▶ WORK REQUEST
Below are the records; copy every line in them that holds the string "Instagram".

(Items from a data source)
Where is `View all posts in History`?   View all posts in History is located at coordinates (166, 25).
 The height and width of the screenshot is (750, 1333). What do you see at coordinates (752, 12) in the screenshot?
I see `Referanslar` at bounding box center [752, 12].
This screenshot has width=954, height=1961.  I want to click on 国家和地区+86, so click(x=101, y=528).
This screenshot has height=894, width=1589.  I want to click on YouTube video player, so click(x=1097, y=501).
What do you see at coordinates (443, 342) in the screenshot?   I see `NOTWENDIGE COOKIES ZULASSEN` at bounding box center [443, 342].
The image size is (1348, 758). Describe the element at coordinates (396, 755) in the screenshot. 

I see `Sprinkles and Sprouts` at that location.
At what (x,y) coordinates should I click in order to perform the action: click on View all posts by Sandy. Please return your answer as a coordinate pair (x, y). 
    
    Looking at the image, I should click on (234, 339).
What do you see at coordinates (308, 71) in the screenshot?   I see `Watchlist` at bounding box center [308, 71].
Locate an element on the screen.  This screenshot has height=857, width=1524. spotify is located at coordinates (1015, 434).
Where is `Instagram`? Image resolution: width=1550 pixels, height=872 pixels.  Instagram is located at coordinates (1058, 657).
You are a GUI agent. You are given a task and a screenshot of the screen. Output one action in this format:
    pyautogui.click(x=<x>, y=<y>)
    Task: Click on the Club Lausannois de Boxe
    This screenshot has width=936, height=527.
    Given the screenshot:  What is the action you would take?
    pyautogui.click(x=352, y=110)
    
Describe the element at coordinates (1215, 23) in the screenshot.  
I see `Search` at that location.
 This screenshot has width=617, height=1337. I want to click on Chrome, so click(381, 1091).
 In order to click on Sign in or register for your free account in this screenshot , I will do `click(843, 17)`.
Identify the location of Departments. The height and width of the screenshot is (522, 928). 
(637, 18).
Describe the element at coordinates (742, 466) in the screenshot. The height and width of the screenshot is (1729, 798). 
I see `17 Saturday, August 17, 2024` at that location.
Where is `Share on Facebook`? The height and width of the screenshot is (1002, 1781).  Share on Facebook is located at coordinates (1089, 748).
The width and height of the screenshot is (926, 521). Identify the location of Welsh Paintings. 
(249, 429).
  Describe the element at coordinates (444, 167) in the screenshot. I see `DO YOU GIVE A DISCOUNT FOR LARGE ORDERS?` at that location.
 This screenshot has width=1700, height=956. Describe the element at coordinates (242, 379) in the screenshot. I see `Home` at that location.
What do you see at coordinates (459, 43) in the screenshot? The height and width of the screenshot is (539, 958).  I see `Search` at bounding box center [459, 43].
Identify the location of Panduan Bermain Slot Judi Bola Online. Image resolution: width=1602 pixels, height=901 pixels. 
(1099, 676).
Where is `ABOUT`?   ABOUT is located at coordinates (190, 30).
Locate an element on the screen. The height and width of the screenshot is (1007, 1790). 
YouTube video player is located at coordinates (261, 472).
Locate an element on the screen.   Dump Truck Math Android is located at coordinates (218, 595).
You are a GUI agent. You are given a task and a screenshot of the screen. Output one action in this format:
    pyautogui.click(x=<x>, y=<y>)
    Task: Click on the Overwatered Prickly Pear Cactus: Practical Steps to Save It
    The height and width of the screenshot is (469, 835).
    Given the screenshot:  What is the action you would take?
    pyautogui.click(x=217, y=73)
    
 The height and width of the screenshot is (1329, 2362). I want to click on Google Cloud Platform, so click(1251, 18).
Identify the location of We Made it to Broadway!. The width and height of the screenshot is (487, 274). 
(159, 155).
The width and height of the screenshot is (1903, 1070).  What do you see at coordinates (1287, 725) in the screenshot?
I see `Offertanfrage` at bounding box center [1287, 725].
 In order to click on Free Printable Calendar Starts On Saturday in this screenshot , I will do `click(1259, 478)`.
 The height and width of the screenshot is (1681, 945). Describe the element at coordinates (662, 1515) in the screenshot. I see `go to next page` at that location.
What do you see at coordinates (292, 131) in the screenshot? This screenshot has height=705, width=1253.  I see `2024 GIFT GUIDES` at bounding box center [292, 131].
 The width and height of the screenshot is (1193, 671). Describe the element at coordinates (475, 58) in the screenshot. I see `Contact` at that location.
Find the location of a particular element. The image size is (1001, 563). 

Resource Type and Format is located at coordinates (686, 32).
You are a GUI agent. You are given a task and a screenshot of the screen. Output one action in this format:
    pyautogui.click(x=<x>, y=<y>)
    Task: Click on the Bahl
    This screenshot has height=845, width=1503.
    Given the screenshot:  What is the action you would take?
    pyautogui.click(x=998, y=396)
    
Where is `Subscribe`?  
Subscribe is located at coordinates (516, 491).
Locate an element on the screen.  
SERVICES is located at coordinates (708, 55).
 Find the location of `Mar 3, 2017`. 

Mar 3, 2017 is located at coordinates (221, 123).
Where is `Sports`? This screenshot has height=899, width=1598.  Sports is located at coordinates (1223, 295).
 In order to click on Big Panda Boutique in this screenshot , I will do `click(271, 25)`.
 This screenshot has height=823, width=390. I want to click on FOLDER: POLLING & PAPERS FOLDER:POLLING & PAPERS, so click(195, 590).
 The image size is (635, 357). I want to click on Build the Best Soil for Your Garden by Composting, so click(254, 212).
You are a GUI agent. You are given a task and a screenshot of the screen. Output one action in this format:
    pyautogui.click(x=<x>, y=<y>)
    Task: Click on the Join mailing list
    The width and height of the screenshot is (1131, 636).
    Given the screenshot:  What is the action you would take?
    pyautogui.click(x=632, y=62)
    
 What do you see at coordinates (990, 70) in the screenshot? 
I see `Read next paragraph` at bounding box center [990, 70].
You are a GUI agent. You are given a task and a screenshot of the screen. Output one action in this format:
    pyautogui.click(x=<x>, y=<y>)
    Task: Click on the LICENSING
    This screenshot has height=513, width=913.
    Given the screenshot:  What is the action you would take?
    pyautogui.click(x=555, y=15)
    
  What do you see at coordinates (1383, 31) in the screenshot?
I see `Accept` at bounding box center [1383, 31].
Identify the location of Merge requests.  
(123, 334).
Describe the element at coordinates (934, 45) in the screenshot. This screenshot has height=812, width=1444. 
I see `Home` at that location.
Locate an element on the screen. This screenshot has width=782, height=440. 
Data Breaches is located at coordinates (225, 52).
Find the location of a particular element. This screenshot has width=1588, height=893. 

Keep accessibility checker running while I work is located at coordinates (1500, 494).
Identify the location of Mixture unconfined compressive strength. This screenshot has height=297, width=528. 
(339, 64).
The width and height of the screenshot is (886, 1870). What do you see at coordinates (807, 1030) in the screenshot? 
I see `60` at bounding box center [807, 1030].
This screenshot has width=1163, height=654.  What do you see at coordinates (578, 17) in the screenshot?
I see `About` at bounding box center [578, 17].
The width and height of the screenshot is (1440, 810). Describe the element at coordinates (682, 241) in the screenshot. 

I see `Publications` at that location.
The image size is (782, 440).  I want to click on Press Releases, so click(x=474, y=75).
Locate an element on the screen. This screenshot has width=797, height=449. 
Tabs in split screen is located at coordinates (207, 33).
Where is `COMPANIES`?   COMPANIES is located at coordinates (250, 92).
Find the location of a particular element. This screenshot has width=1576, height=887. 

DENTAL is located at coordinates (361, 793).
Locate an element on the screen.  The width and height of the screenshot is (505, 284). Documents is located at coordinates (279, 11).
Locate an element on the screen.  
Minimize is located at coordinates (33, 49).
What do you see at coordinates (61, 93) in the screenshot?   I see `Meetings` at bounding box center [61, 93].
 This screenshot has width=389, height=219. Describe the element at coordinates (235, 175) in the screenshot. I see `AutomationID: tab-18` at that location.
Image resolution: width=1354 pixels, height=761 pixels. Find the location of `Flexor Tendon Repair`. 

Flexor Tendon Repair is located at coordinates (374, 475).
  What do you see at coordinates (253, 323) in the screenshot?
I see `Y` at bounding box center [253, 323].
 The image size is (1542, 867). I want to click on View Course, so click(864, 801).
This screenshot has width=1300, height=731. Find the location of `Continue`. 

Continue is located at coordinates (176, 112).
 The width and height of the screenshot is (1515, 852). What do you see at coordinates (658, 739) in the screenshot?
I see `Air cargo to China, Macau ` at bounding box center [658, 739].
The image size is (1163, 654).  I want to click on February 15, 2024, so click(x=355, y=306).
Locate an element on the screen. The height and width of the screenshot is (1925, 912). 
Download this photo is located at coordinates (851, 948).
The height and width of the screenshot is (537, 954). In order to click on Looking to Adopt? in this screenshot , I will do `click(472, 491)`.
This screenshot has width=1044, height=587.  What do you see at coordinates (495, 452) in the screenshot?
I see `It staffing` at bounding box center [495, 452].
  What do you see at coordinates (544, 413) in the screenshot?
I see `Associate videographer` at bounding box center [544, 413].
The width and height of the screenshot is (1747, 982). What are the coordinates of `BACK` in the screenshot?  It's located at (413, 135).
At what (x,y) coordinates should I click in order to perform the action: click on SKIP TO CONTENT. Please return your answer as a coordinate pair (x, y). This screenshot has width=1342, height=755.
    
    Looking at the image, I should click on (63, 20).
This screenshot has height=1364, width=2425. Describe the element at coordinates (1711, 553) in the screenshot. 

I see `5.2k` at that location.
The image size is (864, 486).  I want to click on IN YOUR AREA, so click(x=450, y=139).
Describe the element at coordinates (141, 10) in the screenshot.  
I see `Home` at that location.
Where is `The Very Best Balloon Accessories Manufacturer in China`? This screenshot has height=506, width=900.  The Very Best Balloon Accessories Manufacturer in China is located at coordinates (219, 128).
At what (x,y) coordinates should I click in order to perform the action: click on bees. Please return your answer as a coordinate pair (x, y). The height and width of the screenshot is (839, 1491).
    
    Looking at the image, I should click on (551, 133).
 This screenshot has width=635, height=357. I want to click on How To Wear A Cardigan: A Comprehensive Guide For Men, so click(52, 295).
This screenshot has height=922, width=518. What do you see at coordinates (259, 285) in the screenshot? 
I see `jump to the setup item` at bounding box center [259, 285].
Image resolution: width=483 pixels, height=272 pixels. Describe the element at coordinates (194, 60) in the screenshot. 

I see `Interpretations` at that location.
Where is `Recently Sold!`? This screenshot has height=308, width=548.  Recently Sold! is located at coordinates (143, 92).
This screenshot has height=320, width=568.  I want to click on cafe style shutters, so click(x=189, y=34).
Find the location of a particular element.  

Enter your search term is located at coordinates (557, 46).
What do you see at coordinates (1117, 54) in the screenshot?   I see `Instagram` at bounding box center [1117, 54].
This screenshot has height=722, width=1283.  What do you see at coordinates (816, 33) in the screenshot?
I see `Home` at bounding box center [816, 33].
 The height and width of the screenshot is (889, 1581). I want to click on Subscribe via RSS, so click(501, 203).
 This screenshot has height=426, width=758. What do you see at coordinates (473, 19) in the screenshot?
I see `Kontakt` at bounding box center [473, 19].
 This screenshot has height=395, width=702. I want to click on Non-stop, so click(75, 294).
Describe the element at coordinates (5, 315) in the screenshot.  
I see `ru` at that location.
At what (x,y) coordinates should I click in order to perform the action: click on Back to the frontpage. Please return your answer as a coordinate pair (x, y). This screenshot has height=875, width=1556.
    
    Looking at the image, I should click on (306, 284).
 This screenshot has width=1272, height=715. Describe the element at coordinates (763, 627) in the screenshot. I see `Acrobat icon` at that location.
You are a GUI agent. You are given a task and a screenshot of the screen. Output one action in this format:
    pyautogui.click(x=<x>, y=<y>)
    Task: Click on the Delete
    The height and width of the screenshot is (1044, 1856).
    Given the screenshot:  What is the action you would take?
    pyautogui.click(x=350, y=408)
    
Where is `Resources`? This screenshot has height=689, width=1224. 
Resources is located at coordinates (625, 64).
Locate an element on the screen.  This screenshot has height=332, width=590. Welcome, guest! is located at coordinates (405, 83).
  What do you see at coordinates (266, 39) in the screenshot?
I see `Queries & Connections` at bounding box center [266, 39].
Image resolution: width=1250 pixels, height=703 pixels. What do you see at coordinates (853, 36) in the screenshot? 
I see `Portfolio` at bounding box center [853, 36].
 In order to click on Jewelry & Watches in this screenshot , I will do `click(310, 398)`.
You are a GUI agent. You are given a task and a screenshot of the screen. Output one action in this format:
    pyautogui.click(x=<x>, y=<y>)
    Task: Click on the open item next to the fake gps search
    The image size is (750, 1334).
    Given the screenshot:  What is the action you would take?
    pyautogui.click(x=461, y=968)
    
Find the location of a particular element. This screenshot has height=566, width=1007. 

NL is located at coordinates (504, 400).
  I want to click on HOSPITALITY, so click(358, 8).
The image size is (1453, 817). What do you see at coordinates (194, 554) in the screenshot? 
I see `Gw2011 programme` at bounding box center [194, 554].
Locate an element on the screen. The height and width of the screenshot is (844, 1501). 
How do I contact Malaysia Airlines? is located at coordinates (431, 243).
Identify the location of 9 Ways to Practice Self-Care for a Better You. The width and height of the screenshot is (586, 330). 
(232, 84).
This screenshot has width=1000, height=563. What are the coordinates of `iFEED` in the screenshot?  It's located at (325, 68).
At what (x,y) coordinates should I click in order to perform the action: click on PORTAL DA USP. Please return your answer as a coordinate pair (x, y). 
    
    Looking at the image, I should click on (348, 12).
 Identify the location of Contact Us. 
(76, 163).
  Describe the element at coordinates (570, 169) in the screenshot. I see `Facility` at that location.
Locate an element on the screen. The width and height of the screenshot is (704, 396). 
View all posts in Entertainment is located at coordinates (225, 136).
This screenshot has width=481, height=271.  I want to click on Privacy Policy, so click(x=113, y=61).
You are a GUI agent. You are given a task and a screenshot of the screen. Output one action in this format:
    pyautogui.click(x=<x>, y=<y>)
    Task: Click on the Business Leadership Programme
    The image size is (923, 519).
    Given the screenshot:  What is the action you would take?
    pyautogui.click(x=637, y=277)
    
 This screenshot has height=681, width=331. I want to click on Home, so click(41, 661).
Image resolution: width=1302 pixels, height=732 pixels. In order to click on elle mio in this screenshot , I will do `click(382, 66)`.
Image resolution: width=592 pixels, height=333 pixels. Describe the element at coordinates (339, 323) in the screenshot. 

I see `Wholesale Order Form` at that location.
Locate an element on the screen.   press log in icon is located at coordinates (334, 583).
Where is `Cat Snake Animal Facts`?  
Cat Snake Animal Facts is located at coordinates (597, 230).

▶ EXPECTED ANSWER
Where is `Instagram`? Image resolution: width=1550 pixels, height=872 pixels.  Instagram is located at coordinates (1058, 657).
What do you see at coordinates (1117, 54) in the screenshot?   I see `Instagram` at bounding box center [1117, 54].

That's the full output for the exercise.